Japa Series: Nigerian students can now pay UK and U.S. tuition fees with ₦aira cards
If the system holds up, it might mark the end of a broken payment system.
Tuition season used to mean dread for Nigerian families. Between skyrocketing parallel market rates and failed bank transactions, getting school fees across borders to the UK, US, or Canada became a logistical nightmare.
At one point, payments through official channels could take over 120 days (~4 months) to process, enough time to miss admission deadlines or jeopardize visa approvals. The FX crunch pushed most students toward fintech platforms like Flutterwave, Geegpay, or Pay4Me, which, while faster, often came with higher fees.
Now, the tide may be turning.
GTBank, Lotus Bank, and others have resumed international tuition payments directly from naira accounts, using the Central Bank of Nigeria (CBN)’s Form A portal—a service previously limited by forex scarcity.
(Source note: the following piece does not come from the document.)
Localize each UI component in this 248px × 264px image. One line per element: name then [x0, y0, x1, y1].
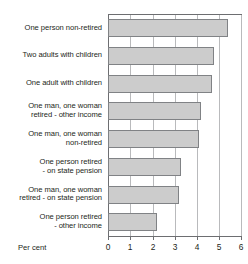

Students can now submit applications via the Trade System Portal, attach required documents, and have payments processed in as little as four days at the official rate.
It’s one of the clearest signs yet that Nigeria’s FX reforms, including the naira float, improved diaspora remittances, and cleared payment backlogs, are starting to benefit everyday people.
And with ~52,000 Nigerians moving to the UK alone in 2024 (via UK ONS), this new flow could ease dependence on third-party payment apps. But it makes one also wonder: If students can now pay directly, will fintechs lose their grip on education payments? Or will they double down on value-added services like faster processing, split payments, or university partnerships?
Either way, with official channels restored and more affordable, their premium convenience may no longer justify the markup for many families.
What’s clear, though, is that the CBN is working to restore trust in official FX access points. And for students who've spent the past few years patching together uncertain, expensive tuition payments, that trust could return soon enough.
Still, the Form A system isn’t flawless. Approval hinges on proper documentation, bank responsiveness, and the CBN’s ability to maintain FX stability.